Myrna Harrison was born in Hollywood, CA in 1932. Her father was an animator for the cartoon division of Columbia pictures, her mother a hat designer. She cannot remember a time that drawing and painting were not part of her life.
Her family moved to New York City in 1943, where she attended Music and Art High School. After briefly attending the University of New Mexico in Albuquerque, she returned to New York City to study art at the Hans Hofmann School of Fine Art, NYC and Provincetown, MA. She showed in numerous juried and invitational group shows in the 50s, including the International Watercolor Biennial at the Brooklyn Museum.
She married Earl Pierce, a painter and former Hofmann student in 1954. In 1959 she received a BA (magna cum laude with Honors in English) and in 1960 an MA (English) from New York University. At NYU she studied with Philip Guston.
In 1960, Myrna and Earl moved to California, where she was a Teaching Assistant in the English department at UC, Berkeley. She and Earl Pierce were divorced in 1965. She remained in California for the next fifteen years and became Assistant Dean of Instruction at Contra Costa College in 1974 and Dean of Instruction at San Jose City College in 1976.
In 1980 she moved to Phoenix, Arizona to become President of Rio Salado Community College (1980-85), Gateway Community College, (1985-88) and Phoenix College (1988-93). She retired in 1993 and moved to Wickenburg, Arizona to a studio overlooking a saguaro-filled canyon of the Sonoran Desert. Her expressionist, color-saturated paintings of the desert, canyons and mountains surrounding her evoke the vibrant, fierce landscape of the southwest.

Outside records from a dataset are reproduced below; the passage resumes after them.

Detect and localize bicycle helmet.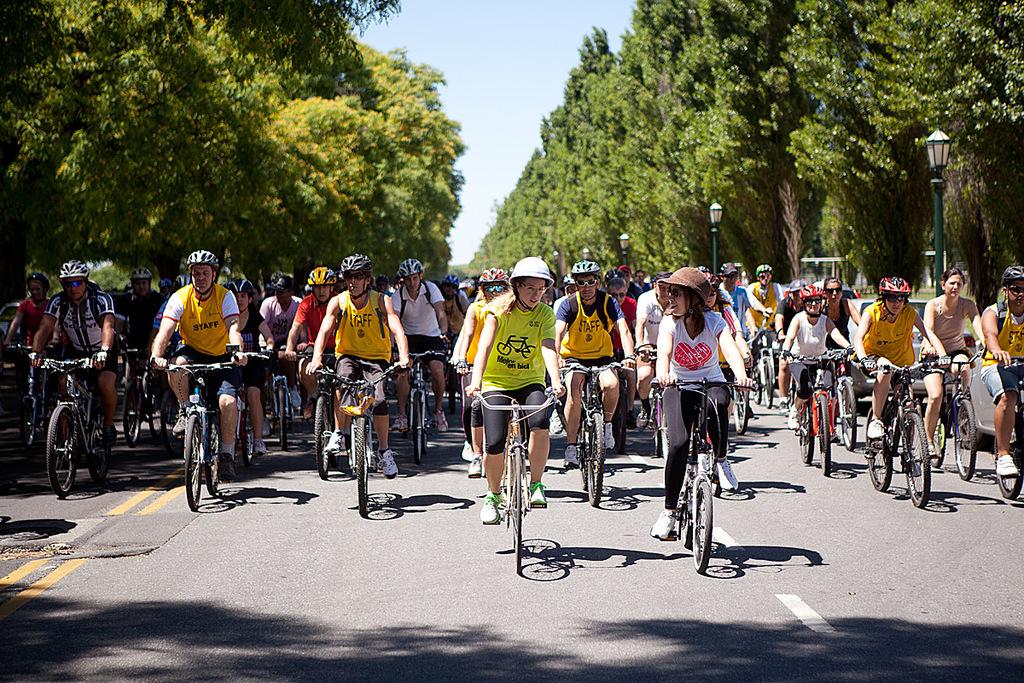
Localized at 881/270/908/293.
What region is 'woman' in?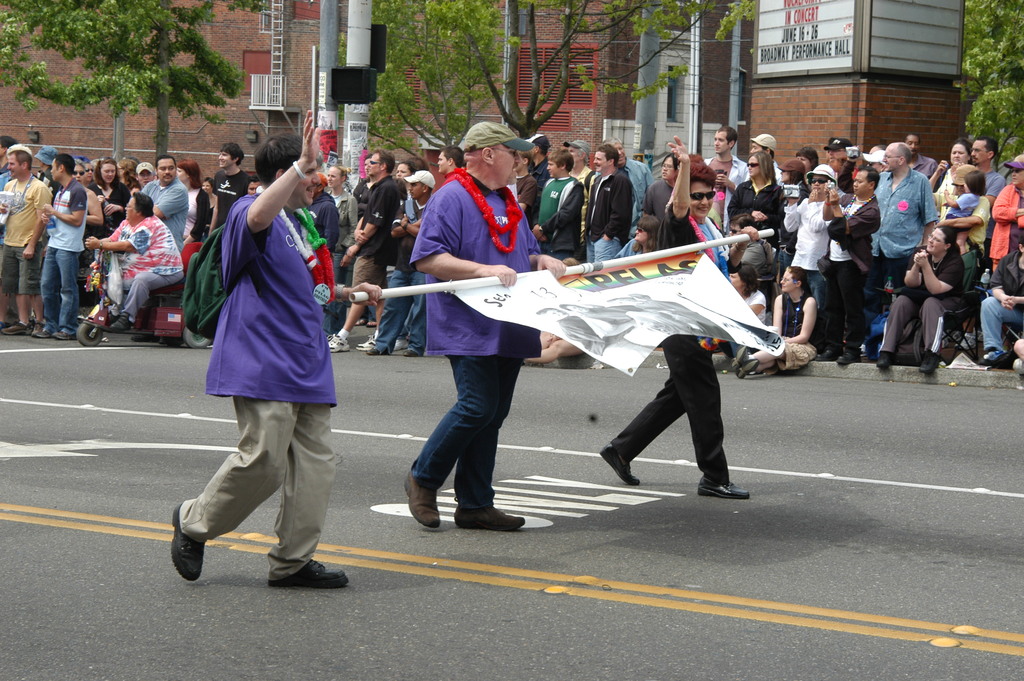
x1=85, y1=177, x2=189, y2=331.
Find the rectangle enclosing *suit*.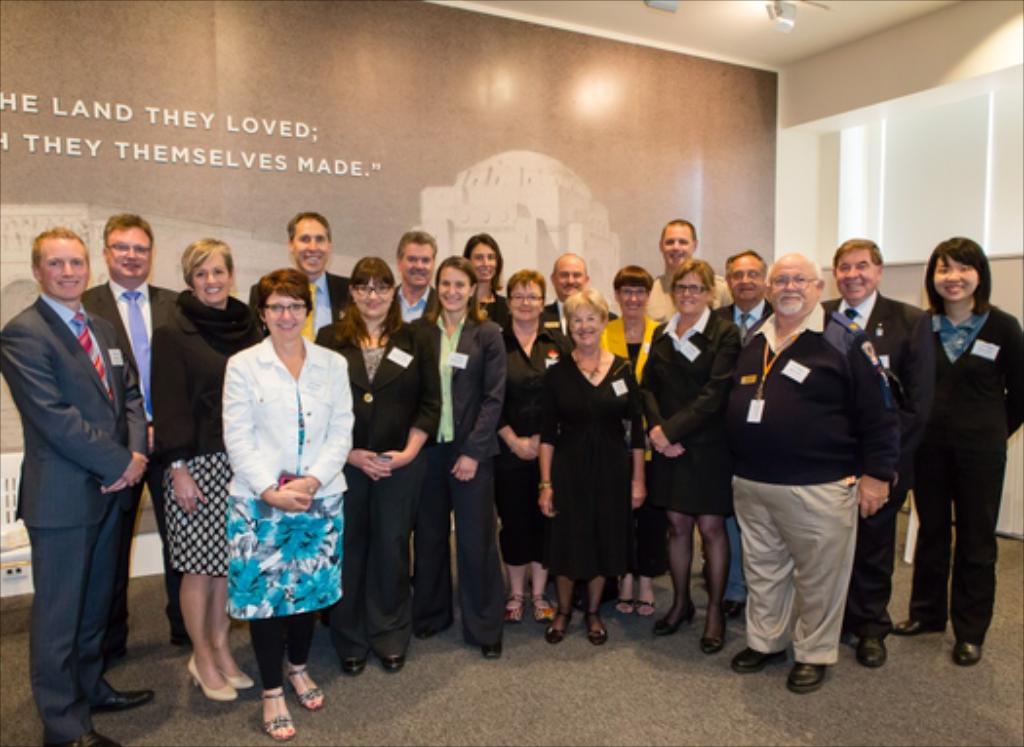
left=819, top=285, right=936, bottom=630.
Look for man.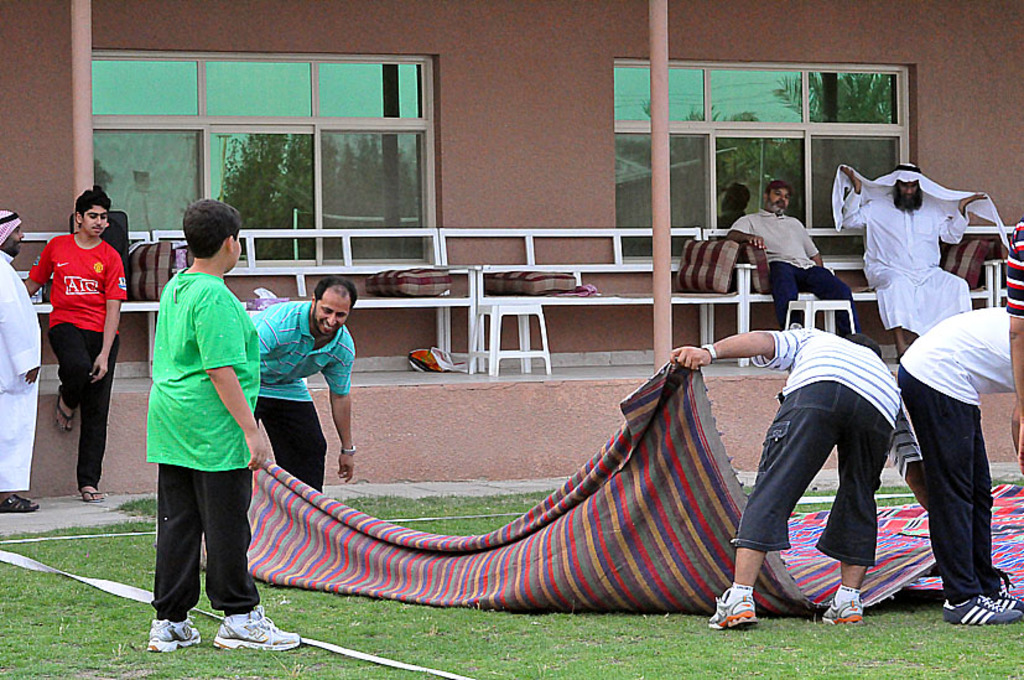
Found: box=[132, 199, 297, 652].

In an interview with Arizona PBS in 2000, the reporter asked Myrna: “When you paint, do you think about the viewer?”
Myrna replied:
I do believe that you must get your work out there and have viewers. I think that otherwise, it’s an incomplete act. When I hear a painter say, ‘I only paint for myself and I only paint what makes me feel good,’ I think: No, painting is a communication. The process is unfinished if the work isn’t seen by other people. I want people, when they see my work, to understand what I feel about the desert. You cannot live here without enormously adapting to it. The desert will not adapt to you. I want people to see that- the intensity of it and the dynamic quality of it, and the fierceness of it. It’s a very fierce landscape. It doesn’t even meet you halfway- just like the ocean. You can put your toes in, and splash around a little- but you can’t go any further.